Task description
Exactly the lines from the one with "The width and" through the final line of the entries, and nothing else, should appear in the answer; no pictures go in it.

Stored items
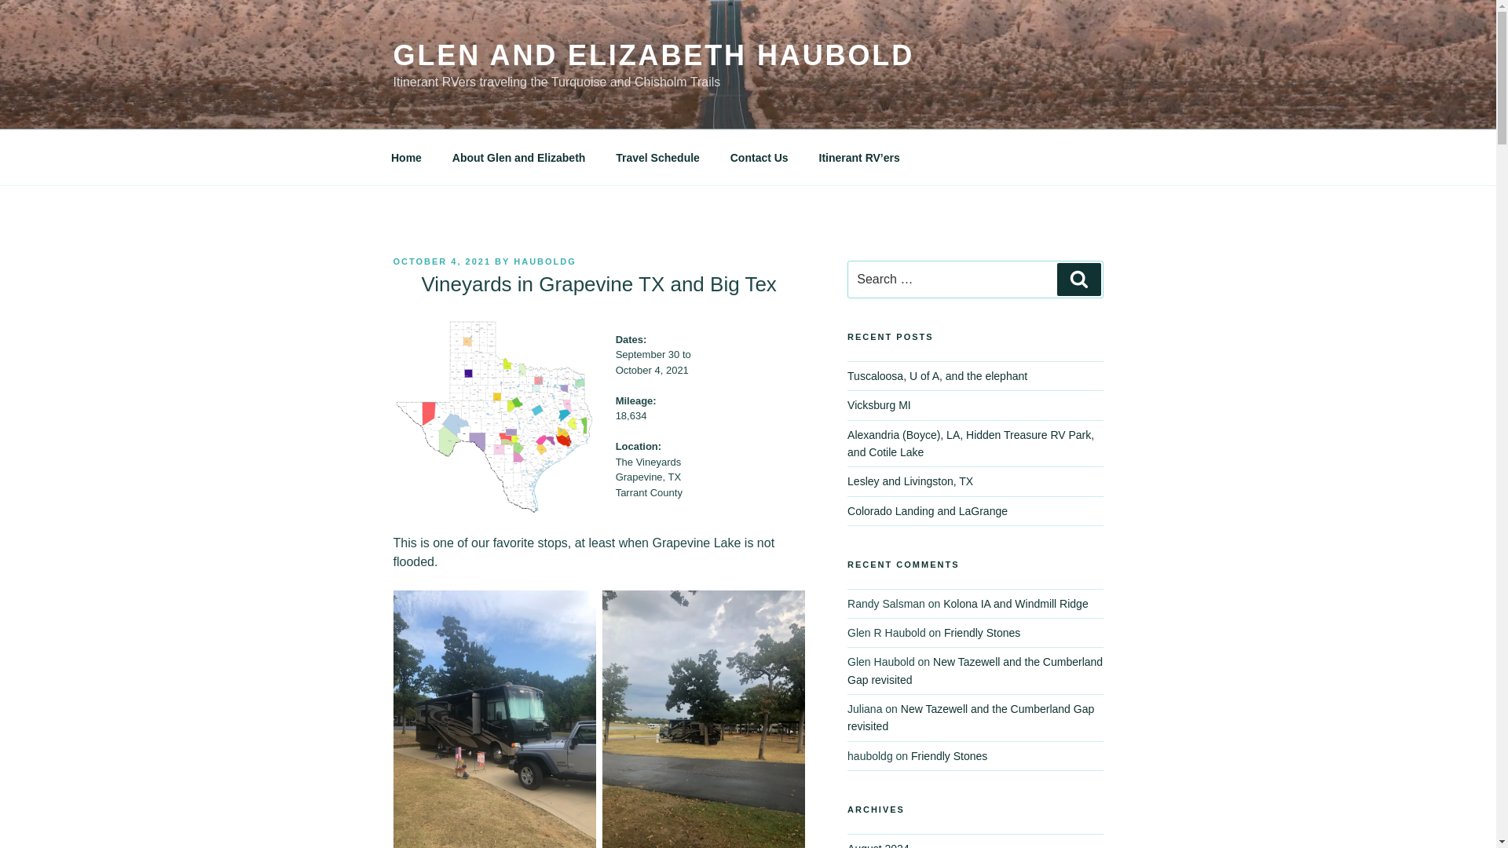  Describe the element at coordinates (1078, 279) in the screenshot. I see `Search` at that location.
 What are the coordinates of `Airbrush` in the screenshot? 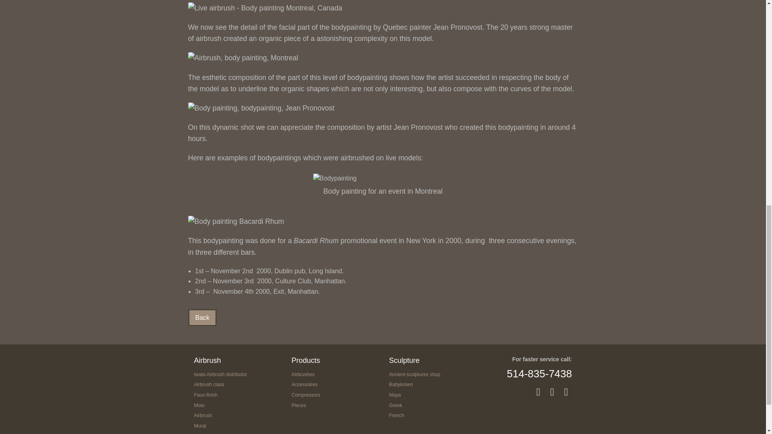 It's located at (203, 416).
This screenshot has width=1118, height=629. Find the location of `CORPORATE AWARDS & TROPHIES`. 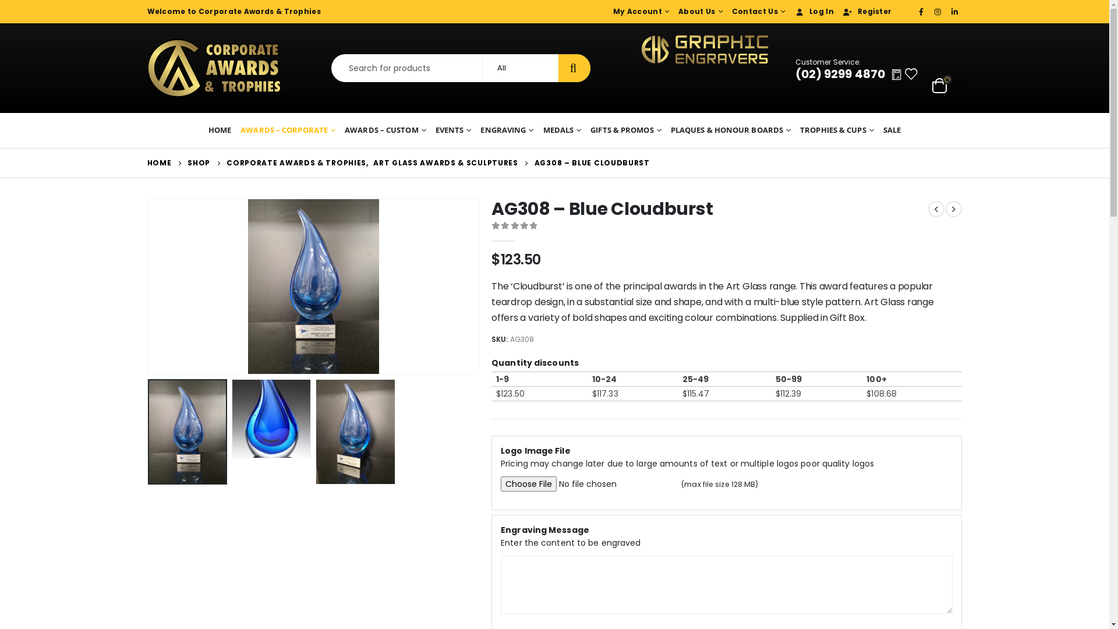

CORPORATE AWARDS & TROPHIES is located at coordinates (296, 163).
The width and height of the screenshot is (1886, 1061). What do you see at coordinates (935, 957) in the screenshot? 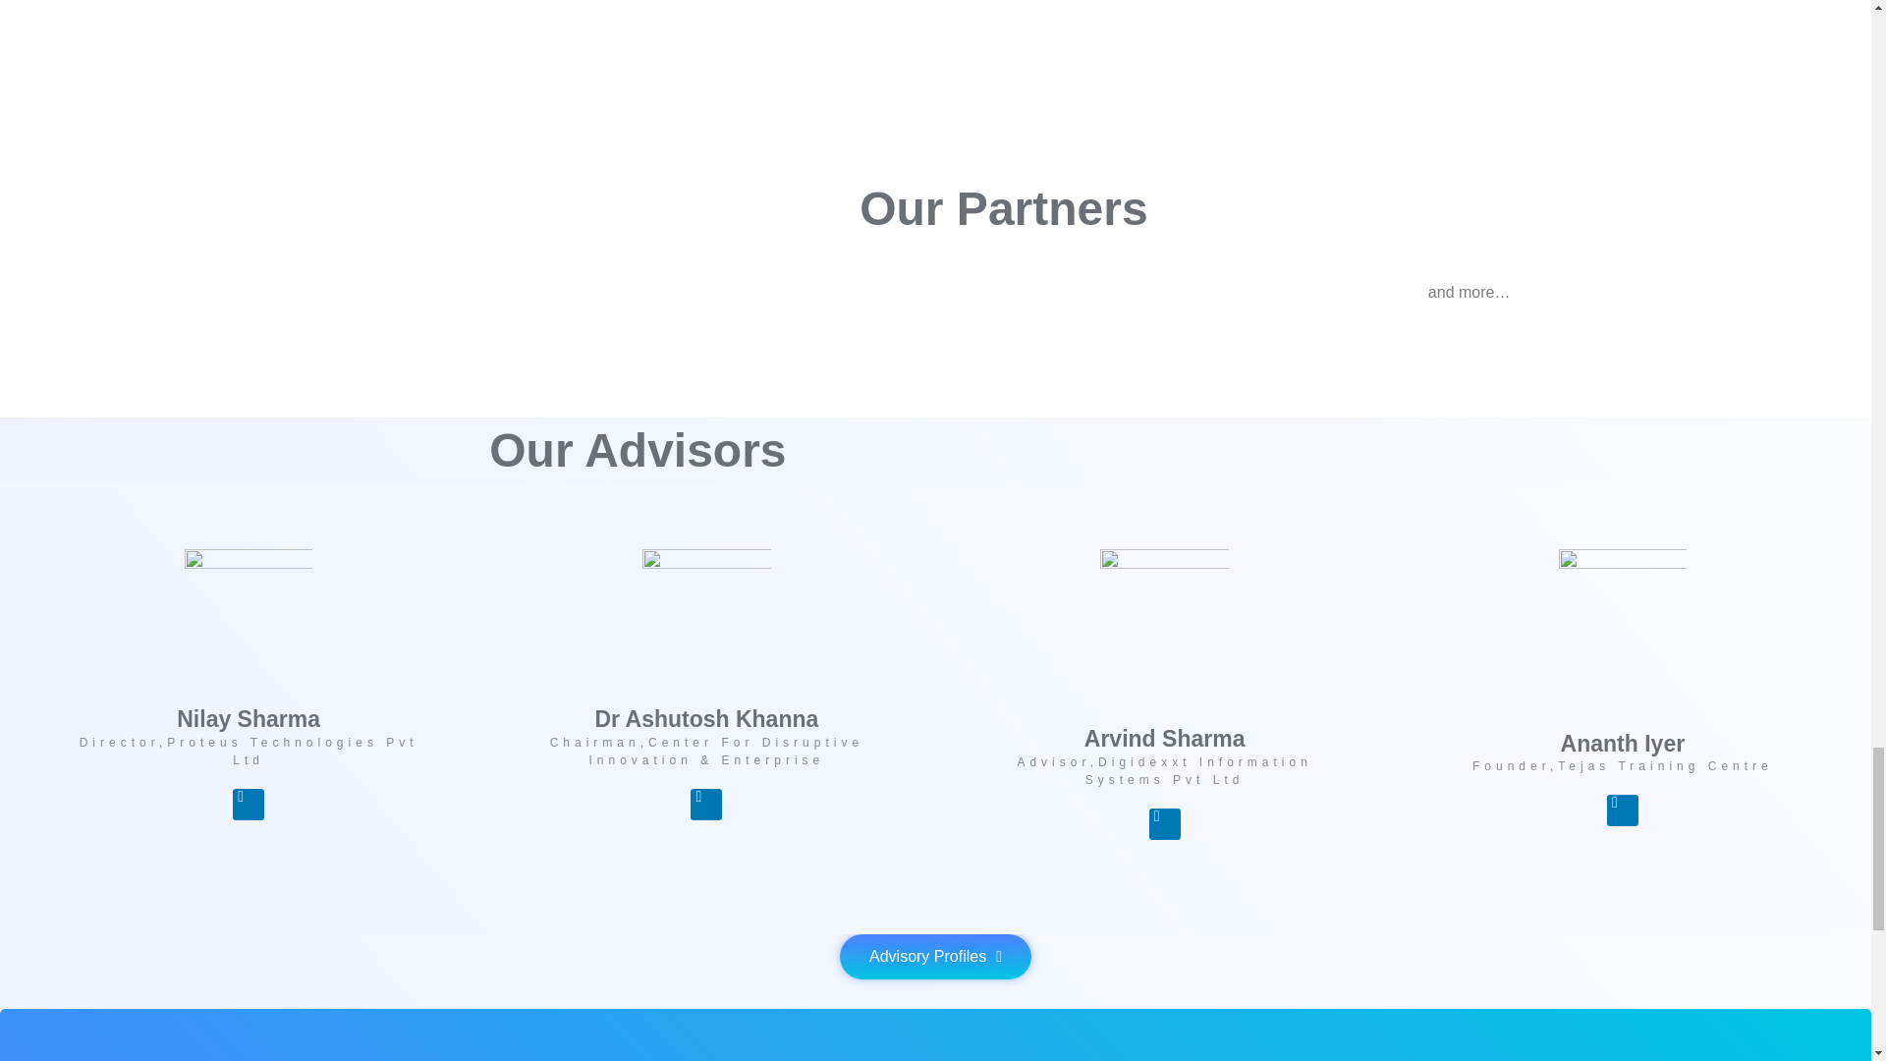
I see `Advisory Profiles` at bounding box center [935, 957].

Answer box
The width and height of the screenshot is (1886, 1061). What do you see at coordinates (935, 957) in the screenshot? 
I see `Advisory Profiles` at bounding box center [935, 957].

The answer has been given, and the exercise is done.